Interview: Deep Dive Live - a new way to experience your favourite artists

The first Deep Dive Live event will explore the making of the debut album by Suede

 

Ahead of their first event at TOM, we caught up with Deep Dive Live’s Don Pawley to find out a bit more about the night, what to expect, and the difference between DDL and a regular playback event…


What is Deep Dive Live?

Deep Dive Live is a live event series built around classic albums and the producers and artists who made them.

Each night focuses on one landmark record, with the producer or key creative figure behind it guiding the audience through how it was made – from the early ideas and studio experiments to the decisions that shaped the final sound. It’s part conversation, part listening session, part storytelling.

We’ve taken a lot of inspiration from those moments in music documentaries where a record producer sits at a mixing desk, pulls apart a track, and suddenly you hear or see something you’d never consciously noticed before - but once it’s pointed out, you realise how crucial it is to the finished record. That sense of discovery is at the heart of what we’re trying to do.

It’s designed for people who love music not just as something to put on in the background, but as something they’re genuinely curious about – how it comes together, why certain records endure, and what was really happening in the room when they were made.

How did the idea come to fruition?

It grew pretty organically out of a lot of long conversations.

Wez and I have been friends for years and are both the sort of people who can disappear down rabbit holes talking about albums. We’re fascinated by the circumstances around the recording of a record, why a certain song works, or why something made decades ago can still feel so powerful.

At some point we realised there wasn’t really a live space for that kind of deep, nerdy curiosity – especially where the people who actually made the records are the ones telling the story, and can literally show you how things were built. So Deep Dive Live came from that: wanting to create an evening that feels intimate, knowledgeable, and genuinely revealing, rather than just promotional.

Starting with Suede’s debut album felt right because it’s such an important British record, and Ed Buller’s perspective on that period is fascinating.

What makes Deep Dive Live different to a normal playback event?

Most playback events are about celebrating the finished record, which is great. But Deep Dive Live is more about the process behind it.

Instead of simply listening through an album from start to finish, the night is structured as a journey through how the music came into being: the false starts, the breakthroughs, the technical choices, the creative tensions, and the moments that changed the direction of the record. 

Having the producer on stage makes a huge difference too. You’re hearing from someone who was in the room while it happened – someone who can pull up a demo, isolate a part of a track, or share something from their personal archive – not just someone looking back from the outside. It turns the album into a story, rather than just a set of songs.

What do you want audiences to take away after a Deep Dive Live night?

Ideally, two things.

First, a deeper connection to an album they already love – hearing it differently, noticing details they hadn’t before, and understanding what went into making it what it is.

And second, a renewed appreciation for the craft behind records in general. How much thought, trial and error, and human decision-making sits behind music that can sometimes feel effortless when you listen to it.

If people leave feeling inspired, slightly more obsessed with music than when they arrived, and keen for the next Deep Dive Live, then we’ve done our job.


__EXERCISE__: The word "Average" occurs in some lines of the data. Return each such line.

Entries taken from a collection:

---------------

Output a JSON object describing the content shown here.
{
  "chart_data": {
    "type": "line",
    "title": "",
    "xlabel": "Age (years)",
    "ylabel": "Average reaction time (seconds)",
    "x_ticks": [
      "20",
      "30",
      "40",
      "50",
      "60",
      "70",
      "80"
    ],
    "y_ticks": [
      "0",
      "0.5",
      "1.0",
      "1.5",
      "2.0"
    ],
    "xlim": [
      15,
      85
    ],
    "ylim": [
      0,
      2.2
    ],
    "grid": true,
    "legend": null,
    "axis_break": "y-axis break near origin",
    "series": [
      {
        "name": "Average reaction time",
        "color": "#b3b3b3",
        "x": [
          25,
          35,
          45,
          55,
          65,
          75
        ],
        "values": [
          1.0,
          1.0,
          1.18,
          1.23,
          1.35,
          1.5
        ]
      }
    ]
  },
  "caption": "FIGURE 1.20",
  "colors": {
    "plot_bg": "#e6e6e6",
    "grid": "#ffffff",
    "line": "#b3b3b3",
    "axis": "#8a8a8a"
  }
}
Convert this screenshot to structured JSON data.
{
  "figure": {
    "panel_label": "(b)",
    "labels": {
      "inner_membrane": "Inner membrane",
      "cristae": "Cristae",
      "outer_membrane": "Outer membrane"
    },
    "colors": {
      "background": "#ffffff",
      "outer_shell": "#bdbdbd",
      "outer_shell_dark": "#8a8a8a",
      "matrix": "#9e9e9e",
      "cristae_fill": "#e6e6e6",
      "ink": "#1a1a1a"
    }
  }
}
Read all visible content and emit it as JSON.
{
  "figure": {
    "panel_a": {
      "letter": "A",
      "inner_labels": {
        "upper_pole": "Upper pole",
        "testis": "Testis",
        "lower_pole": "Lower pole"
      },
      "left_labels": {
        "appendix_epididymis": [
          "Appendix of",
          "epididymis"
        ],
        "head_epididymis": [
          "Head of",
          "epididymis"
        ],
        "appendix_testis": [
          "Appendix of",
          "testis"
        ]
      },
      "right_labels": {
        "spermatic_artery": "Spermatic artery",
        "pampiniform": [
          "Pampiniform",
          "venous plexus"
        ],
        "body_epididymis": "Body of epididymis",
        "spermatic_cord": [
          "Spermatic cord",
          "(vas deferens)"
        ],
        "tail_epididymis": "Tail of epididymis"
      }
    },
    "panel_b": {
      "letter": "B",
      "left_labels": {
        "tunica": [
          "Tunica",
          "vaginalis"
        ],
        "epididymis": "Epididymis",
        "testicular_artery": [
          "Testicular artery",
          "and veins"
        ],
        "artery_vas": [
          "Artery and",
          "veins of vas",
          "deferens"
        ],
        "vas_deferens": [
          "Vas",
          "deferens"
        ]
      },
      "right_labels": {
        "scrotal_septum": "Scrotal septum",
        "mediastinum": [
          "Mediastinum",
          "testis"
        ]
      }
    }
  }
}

---------------

__WRITTEN SOLUTION__:
    "ylabel": "Average reaction time (seconds)",
        "name": "Average reaction time",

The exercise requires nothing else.